The Silent Songbird (Hagenheim #7)(22)
“Very well. Come to the castle tonight after your work is done and ask for me.”
Her heart thumped. She wrote, “You are very kind.”
“It is nothing. And now I will let you get back to what you were doing. I’m off to see how many fish I can catch.” He smiled as he turned away to retrieve his fishing equipment.
His smile might be friendly, but he was not thinking of her as someone he might fall in love with. She was only a servant. When she had thought him a peasant, she hoped that she could get him to marry her. But he was not a peasant. He was the son of the lord of the land. As a servant, was she too lowly for him to fall in love with? And even if he would consider her more than a servant, how would he ever fall in love with her if she had no voice? If he never heard her sing?
Someday, somehow, she might be able to make him think that her throat was gradually healing, and she would begin to speak again. And then, Please, God, Westley would fall in love with her, as she was already falling in love with his kindness and good nature.
One day she would tell him the whole truth, because to keep deceiving him would make him hate her so much more if he discovered the truth on his own. Hopefully, if she confessed to him, he would understand why she had played this farce and would forgive her. She could hardly bear to think of him hating her.
Westley was walking back toward home when he heard a commotion in the woods. A woman screamed.
He dropped his catch of fish on the grass and ran toward it.
In a small clearing stood a wattle-and-daub house, and in the doorway, a man held a woman by the hair while he struck her about the head and shoulders with his fist.
Westley ran toward them. “Ho, there! Stop!”
Another man ran toward them from another direction. Together they pulled the man away from the woman, who started alternately sobbing and yelling, “Robert, you surly knave! You evil dog!”
Westley and one of the other villagers took the man by his arms and pulled him several feet away from the house as the woman went inside, her muffled sobs drifting out to them.
“You’ve done it now, Robert,” the other man said gruffly. “Too much ale. What did I tell you? You want your little son and daughter to see you like that, whaling on their mother?”
Westley let him keep speaking to the man. They seemed to know each other well. But all of a sudden the man jerked away from them and glared at Westley.
“What right have you to take hold of me?”
“Hush, Robert. That’s the lord’s heir, Westley.”
“No right!” the inebriated man yelled at Westley. “No right! Go on.”
“Forgive him, Lord Westley,” the other man said. “He’s drunk. He will be meek and mild enough when he’s not got the devil drink in his veins.”
“He’ll answer for his actions at the manorial court.”
“Yes, of course, my lord. His Molly will see to that. She has had enough of his rough treatment. It is good of you to come to her aid.”
“No right!” The man jabbed his finger at Westley. He growled like an animal, then stumbled away into the woods.
What kind of trouble would this wife-beater make? He had better accept whatever punishment the manorial court doled out to him. Indeed, he had little choice, and hopefully he would get the message that beating one’s wife—or anyone else—would not be ignored.
Chapter Eight
Golda met her with a scowl on her face when Evangeline came back from feeding the pigs.
“Where have you been? Dawdling servants have to clean the floors.” She had also stared pointedly at Evangeline’s skirts, which were covered in dirt from the mud that spattered on her when she had chased the pigs. She sent Evangeline for more water and gave her a block of lye soap and set her to work on the floors.
That evening, when Mistress Alice dismissed Evangeline from her work, she hurried toward the undercroft to change her dress, which was now wet from scrubbing floors all day. Her hands were blistered, cracked, and red, but it had been worth it to spend time talking with Westley.
As she hurriedly pulled on a clean dress, Muriel came up behind her and caught her wrist. “Come outside with me,” she whispered.
Evangeline complied and followed her out. It was not dark yet, so they hid among a stand of trees.
Muriel looked hard into her face. “Are you not tired yet of all this nonsense?”
“Nonsense?” Evangeline spoke close to Muriel’s ear so she could speak as softly as possible and only be heard by her friend.
“Living like a servant, working harder than either of us were ever meant to work. This is not the kind of life you were born for. Your grandfather was a king!”
“Lower your voice. Someone might hear.” Evangeline glanced around, but she did not see anyone.
She grabbed Evangeline’s hand and turned up the palm. “Look at this! Red and raw. Blistered and bleeding. Is this what you want?”
Evangeline only stared back at her.
“Listen to me. I understand.” Muriel’s voice was much softer and kinder. But her eyes still flashed. “You don’t want to marry someone you do not feel a courtly love for. But courtly love is for poems and songs. It is not . . .” She sighed. “Romantic love is very well to dream about, to imagine what it might be like to fall in love and marry and live in bliss for the rest of your life.” Muriel rolled her eyes at the mention of living in bliss. “But it is not the way of kings and those with royal blood. You have the good fortune of being betrothed to the king’s advisor, to an earl. You will be wealthy. You will not have to work or worry about anything. You will be taken care of.”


TASK OBJECTIVE: The reply should hold every line of the data, unchanged and complete.

PROVIDED INFORMATION:

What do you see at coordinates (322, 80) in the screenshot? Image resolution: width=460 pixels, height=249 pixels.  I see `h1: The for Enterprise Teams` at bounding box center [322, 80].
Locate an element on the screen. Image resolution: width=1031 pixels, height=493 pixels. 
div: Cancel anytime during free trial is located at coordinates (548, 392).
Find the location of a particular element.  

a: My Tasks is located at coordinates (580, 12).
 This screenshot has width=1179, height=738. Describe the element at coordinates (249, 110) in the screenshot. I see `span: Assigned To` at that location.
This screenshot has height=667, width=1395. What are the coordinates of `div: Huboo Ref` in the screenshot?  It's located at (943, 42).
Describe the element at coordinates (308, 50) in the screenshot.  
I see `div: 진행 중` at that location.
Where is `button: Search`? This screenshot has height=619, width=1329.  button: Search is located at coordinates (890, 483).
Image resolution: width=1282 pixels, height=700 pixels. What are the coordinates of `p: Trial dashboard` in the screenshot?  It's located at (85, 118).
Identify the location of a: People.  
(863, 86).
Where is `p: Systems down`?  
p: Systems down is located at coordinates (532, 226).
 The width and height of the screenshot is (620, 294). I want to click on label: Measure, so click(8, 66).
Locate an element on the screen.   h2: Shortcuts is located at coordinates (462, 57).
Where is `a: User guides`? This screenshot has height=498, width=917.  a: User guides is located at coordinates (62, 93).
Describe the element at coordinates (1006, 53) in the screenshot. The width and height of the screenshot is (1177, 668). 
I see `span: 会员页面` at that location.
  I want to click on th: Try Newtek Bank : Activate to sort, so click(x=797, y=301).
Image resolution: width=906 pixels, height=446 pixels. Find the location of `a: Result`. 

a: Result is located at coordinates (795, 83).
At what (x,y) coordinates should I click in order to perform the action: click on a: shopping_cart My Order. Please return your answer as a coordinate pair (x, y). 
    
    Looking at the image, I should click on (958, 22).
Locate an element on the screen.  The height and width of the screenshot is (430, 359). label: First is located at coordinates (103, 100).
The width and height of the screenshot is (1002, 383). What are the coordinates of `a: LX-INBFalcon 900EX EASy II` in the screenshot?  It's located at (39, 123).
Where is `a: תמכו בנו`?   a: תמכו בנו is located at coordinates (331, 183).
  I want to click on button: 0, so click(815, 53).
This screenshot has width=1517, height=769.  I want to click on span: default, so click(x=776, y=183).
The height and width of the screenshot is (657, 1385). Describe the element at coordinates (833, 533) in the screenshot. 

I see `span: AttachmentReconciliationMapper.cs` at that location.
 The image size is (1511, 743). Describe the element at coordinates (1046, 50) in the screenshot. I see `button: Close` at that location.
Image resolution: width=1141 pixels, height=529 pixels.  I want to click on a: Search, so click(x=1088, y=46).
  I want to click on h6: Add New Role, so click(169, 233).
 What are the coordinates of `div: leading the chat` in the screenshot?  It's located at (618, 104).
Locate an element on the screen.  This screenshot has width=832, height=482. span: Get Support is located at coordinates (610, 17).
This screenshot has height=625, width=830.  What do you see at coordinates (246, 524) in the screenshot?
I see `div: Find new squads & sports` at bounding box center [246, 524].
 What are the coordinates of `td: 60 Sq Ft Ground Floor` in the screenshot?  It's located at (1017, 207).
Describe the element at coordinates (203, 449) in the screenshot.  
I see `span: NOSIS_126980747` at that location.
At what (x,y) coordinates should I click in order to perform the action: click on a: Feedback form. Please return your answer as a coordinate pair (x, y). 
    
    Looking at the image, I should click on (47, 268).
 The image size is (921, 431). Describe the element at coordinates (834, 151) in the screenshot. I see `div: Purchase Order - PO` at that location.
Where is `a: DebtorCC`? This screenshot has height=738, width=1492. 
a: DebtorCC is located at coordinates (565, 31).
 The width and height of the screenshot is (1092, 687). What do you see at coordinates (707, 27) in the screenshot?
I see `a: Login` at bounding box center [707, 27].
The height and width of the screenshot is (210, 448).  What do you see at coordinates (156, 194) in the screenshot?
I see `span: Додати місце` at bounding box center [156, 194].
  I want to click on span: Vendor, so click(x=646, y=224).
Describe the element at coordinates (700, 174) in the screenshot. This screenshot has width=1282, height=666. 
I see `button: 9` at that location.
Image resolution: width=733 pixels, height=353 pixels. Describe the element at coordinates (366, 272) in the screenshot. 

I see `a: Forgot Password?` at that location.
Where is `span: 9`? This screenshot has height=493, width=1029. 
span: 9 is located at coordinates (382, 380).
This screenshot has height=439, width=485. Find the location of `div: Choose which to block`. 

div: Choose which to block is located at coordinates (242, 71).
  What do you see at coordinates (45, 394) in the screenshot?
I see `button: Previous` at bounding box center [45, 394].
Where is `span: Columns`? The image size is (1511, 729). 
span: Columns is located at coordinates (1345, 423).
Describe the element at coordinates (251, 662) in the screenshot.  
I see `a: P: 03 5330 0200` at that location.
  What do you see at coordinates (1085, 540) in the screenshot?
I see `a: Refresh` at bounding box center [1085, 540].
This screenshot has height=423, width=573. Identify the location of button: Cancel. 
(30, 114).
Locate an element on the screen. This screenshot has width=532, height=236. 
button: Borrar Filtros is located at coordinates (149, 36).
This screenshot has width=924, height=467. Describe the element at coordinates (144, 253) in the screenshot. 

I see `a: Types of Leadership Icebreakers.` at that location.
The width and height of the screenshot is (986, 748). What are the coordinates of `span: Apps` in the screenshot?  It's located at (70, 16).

YOUR RESPONSE:
What do you see at coordinates (322, 80) in the screenshot? Image resolution: width=460 pixels, height=249 pixels.  I see `h1: The for Enterprise Teams` at bounding box center [322, 80].
Locate an element on the screen. Image resolution: width=1031 pixels, height=493 pixels. 
div: Cancel anytime during free trial is located at coordinates (548, 392).
Find the location of a particular element.  

a: My Tasks is located at coordinates (580, 12).
 This screenshot has width=1179, height=738. Describe the element at coordinates (249, 110) in the screenshot. I see `span: Assigned To` at that location.
This screenshot has height=667, width=1395. What are the coordinates of `div: Huboo Ref` in the screenshot?  It's located at (943, 42).
Describe the element at coordinates (308, 50) in the screenshot.  
I see `div: 진행 중` at that location.
Where is `button: Search`? This screenshot has height=619, width=1329.  button: Search is located at coordinates (890, 483).
Image resolution: width=1282 pixels, height=700 pixels. What are the coordinates of `p: Trial dashboard` in the screenshot?  It's located at (85, 118).
Identify the location of a: People.  
(863, 86).
Where is `p: Systems down`?  
p: Systems down is located at coordinates (532, 226).
 The width and height of the screenshot is (620, 294). I want to click on label: Measure, so click(8, 66).
Locate an element on the screen.   h2: Shortcuts is located at coordinates (462, 57).
Where is `a: User guides`? This screenshot has height=498, width=917.  a: User guides is located at coordinates (62, 93).
Describe the element at coordinates (1006, 53) in the screenshot. The width and height of the screenshot is (1177, 668). 
I see `span: 会员页面` at that location.
  I want to click on th: Try Newtek Bank : Activate to sort, so click(x=797, y=301).
Image resolution: width=906 pixels, height=446 pixels. Find the location of `a: Result`. 

a: Result is located at coordinates (795, 83).
At what (x,y) coordinates should I click in order to perform the action: click on a: shopping_cart My Order. Please return your answer as a coordinate pair (x, y). 
    
    Looking at the image, I should click on (958, 22).
Locate an element on the screen.  The height and width of the screenshot is (430, 359). label: First is located at coordinates (103, 100).
The width and height of the screenshot is (1002, 383). What are the coordinates of `a: LX-INBFalcon 900EX EASy II` in the screenshot?  It's located at (39, 123).
Where is `a: תמכו בנו`?   a: תמכו בנו is located at coordinates (331, 183).
  I want to click on button: 0, so click(815, 53).
This screenshot has width=1517, height=769.  I want to click on span: default, so click(x=776, y=183).
The height and width of the screenshot is (657, 1385). Describe the element at coordinates (833, 533) in the screenshot. 

I see `span: AttachmentReconciliationMapper.cs` at that location.
 The image size is (1511, 743). Describe the element at coordinates (1046, 50) in the screenshot. I see `button: Close` at that location.
Image resolution: width=1141 pixels, height=529 pixels.  I want to click on a: Search, so click(x=1088, y=46).
  I want to click on h6: Add New Role, so click(169, 233).
 What are the coordinates of `div: leading the chat` in the screenshot?  It's located at (618, 104).
Locate an element on the screen.  This screenshot has width=832, height=482. span: Get Support is located at coordinates (610, 17).
This screenshot has height=625, width=830.  What do you see at coordinates (246, 524) in the screenshot?
I see `div: Find new squads & sports` at bounding box center [246, 524].
 What are the coordinates of `td: 60 Sq Ft Ground Floor` in the screenshot?  It's located at (1017, 207).
Describe the element at coordinates (203, 449) in the screenshot.  
I see `span: NOSIS_126980747` at that location.
At what (x,y) coordinates should I click in order to perform the action: click on a: Feedback form. Please return your answer as a coordinate pair (x, y). 
    
    Looking at the image, I should click on (47, 268).
 The image size is (921, 431). Describe the element at coordinates (834, 151) in the screenshot. I see `div: Purchase Order - PO` at that location.
Where is `a: DebtorCC`? This screenshot has height=738, width=1492. 
a: DebtorCC is located at coordinates (565, 31).
 The width and height of the screenshot is (1092, 687). What do you see at coordinates (707, 27) in the screenshot?
I see `a: Login` at bounding box center [707, 27].
The height and width of the screenshot is (210, 448).  What do you see at coordinates (156, 194) in the screenshot?
I see `span: Додати місце` at bounding box center [156, 194].
  I want to click on span: Vendor, so click(x=646, y=224).
Describe the element at coordinates (700, 174) in the screenshot. This screenshot has width=1282, height=666. 
I see `button: 9` at that location.
Image resolution: width=733 pixels, height=353 pixels. Describe the element at coordinates (366, 272) in the screenshot. 

I see `a: Forgot Password?` at that location.
Where is `span: 9`? This screenshot has height=493, width=1029. 
span: 9 is located at coordinates (382, 380).
This screenshot has height=439, width=485. Find the location of `div: Choose which to block`. 

div: Choose which to block is located at coordinates (242, 71).
  What do you see at coordinates (45, 394) in the screenshot?
I see `button: Previous` at bounding box center [45, 394].
Where is `span: Columns`? The image size is (1511, 729). 
span: Columns is located at coordinates (1345, 423).
Describe the element at coordinates (251, 662) in the screenshot.  
I see `a: P: 03 5330 0200` at that location.
  What do you see at coordinates (1085, 540) in the screenshot?
I see `a: Refresh` at bounding box center [1085, 540].
This screenshot has height=423, width=573. Identify the location of button: Cancel. 
(30, 114).
Locate an element on the screen. This screenshot has width=532, height=236. 
button: Borrar Filtros is located at coordinates (149, 36).
This screenshot has width=924, height=467. Describe the element at coordinates (144, 253) in the screenshot. 

I see `a: Types of Leadership Icebreakers.` at that location.
The width and height of the screenshot is (986, 748). What are the coordinates of `span: Apps` in the screenshot?  It's located at (70, 16).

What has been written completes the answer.